Books on the sociocultural and political impacts of the Internet have typically focused on the advances online communication makes possible or the good things in modern culture that the Internet is pushing aside. Proponents of Internet culture highlight the failings in traditional systems of power and cultural production that online communities can overcome; critics emphasize the good things in those systems that the Internet is undermining. In Cyberchiefs: Autonomy and Authority in Online Tribes, Mathieu O'Neil instead explores the ways online communities recreate the failures of offline culture.
O'Neil, a researcher who works in Australia and earned a Ph.D. in American Studies from a French university, approaches online social systems from the perspective of critical theory. Other scholars have used critical theory to explore the Internet in terms of communication and knowledge production—in the case of Wikipedia, for example, "Wikipedia, Critical Social Theory, and the Possibility of Rational Discourse" argues that Wikipedia is a close approximation of Jürgen Habermas's ideal of rational discourse—but O'Neil focuses instead on the twin concepts of autonomy and authority.
The first half of Cyberchiefs develops a conceptual basis for understanding online authority. In the second half, O'Neil presents four case studies on individual "tribes" with very different authority structures: the anarcho-primitivism website primitivism.com, the political blog community dailykos.com, the free software community of debian.org, and our own free encyclopedia project wikipedia.org (specifically English Wikipedia).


From the line with "This screenshot has height=523, width=1416." to the line with "pyautogui.click(x=<x>, y=<y>)", retype each line exactly as it stands in the records below, but skip the pictures.

((

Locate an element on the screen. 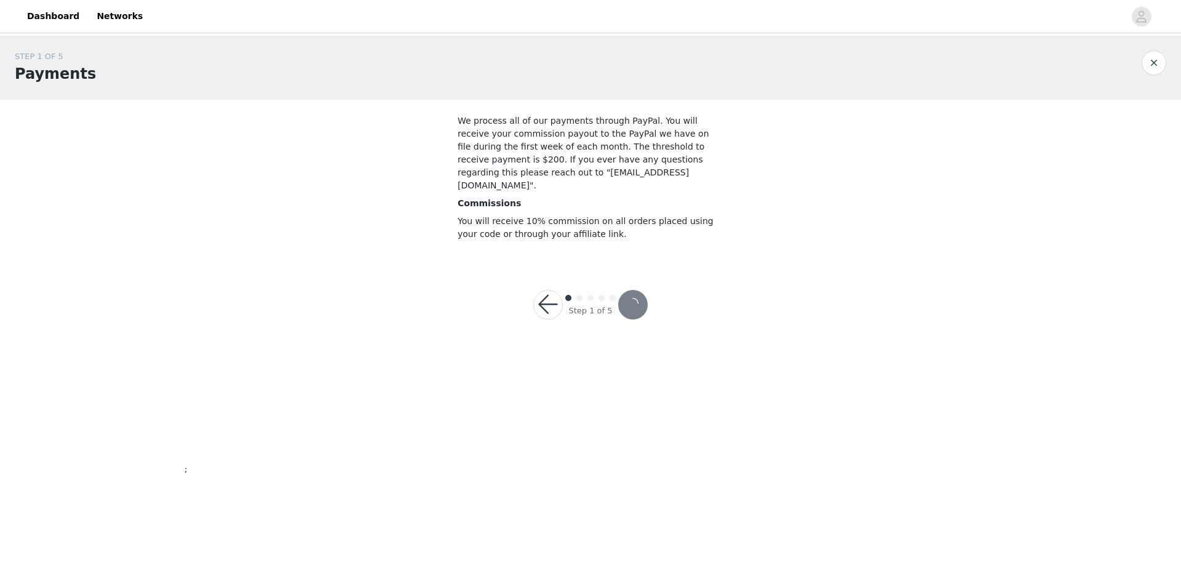 The height and width of the screenshot is (575, 1181). a: Networks is located at coordinates (119, 16).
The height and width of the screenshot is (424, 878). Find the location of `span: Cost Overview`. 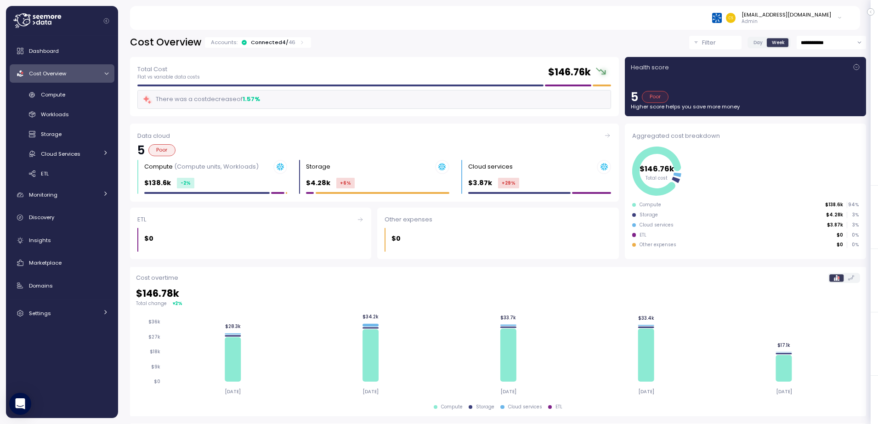

span: Cost Overview is located at coordinates (47, 74).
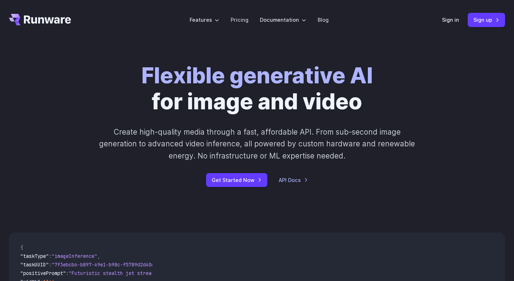 The height and width of the screenshot is (281, 514). I want to click on a: Pricing, so click(240, 20).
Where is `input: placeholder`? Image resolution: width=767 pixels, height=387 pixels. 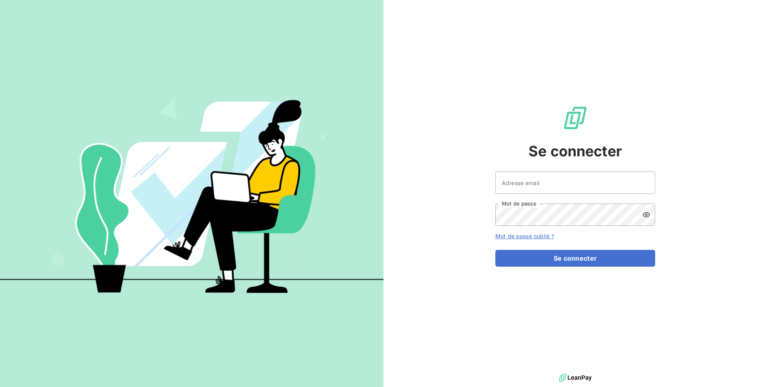 input: placeholder is located at coordinates (575, 183).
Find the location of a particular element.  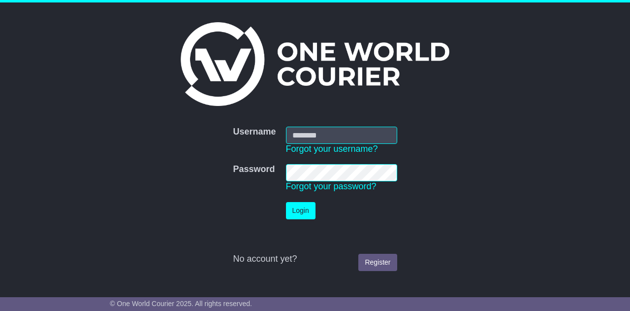

div: No account yet? is located at coordinates (315, 259).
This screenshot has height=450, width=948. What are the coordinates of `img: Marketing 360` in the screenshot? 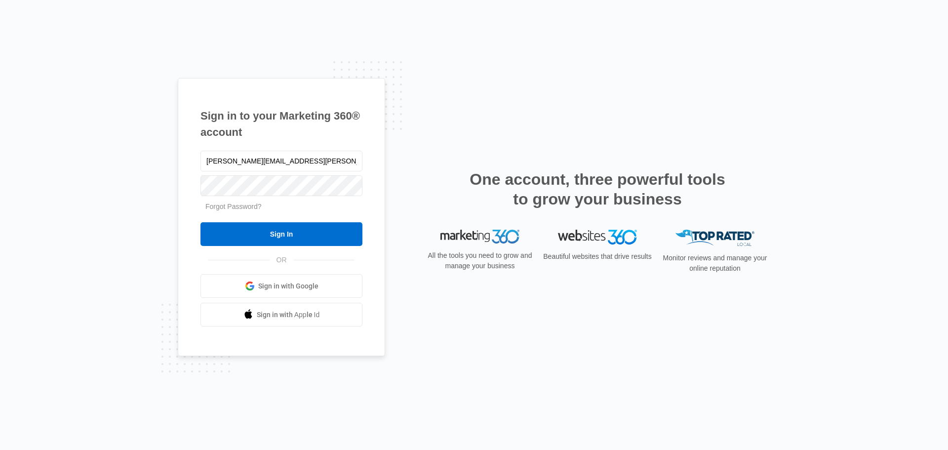 It's located at (480, 237).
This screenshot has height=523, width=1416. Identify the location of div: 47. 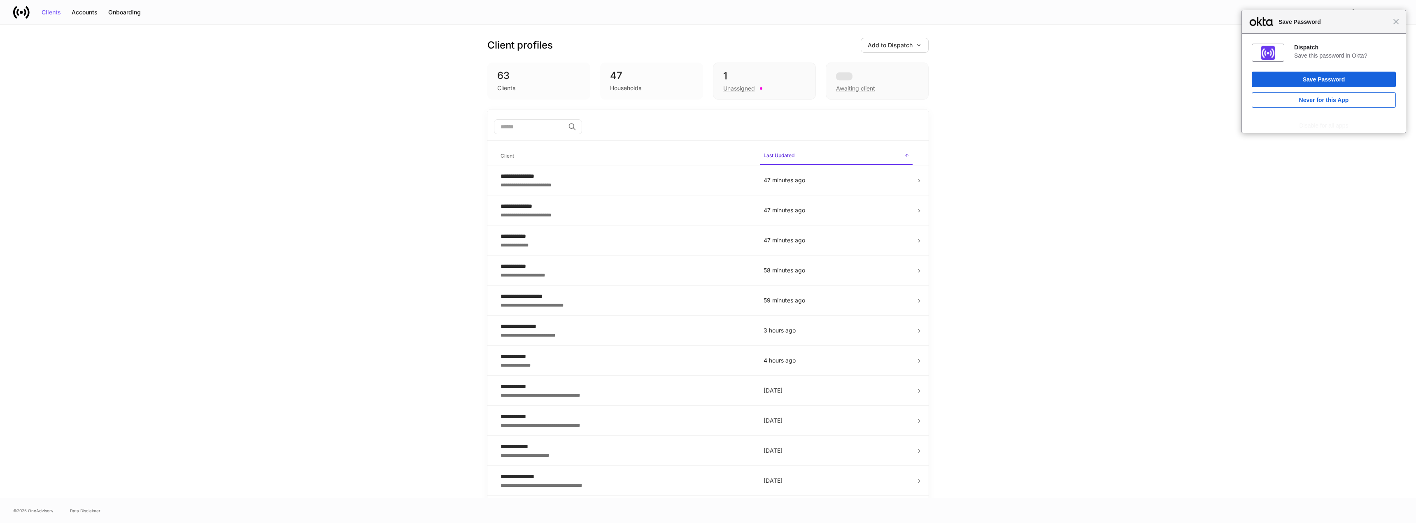
(652, 76).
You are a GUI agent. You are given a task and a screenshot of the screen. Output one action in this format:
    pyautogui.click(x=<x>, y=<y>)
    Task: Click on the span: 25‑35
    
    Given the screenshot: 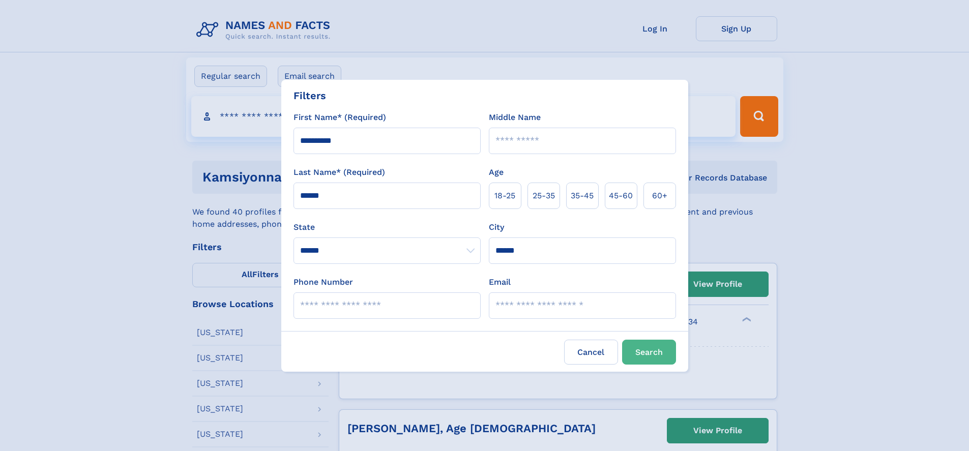 What is the action you would take?
    pyautogui.click(x=544, y=196)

))

# OUTPUT FOR THIS EXERCISE
This screenshot has height=523, width=1416. Identify the location of div: 47. 
(652, 76).
You are a GUI agent. You are given a task and a screenshot of the screen. Output one action in this format:
    pyautogui.click(x=<x>, y=<y>)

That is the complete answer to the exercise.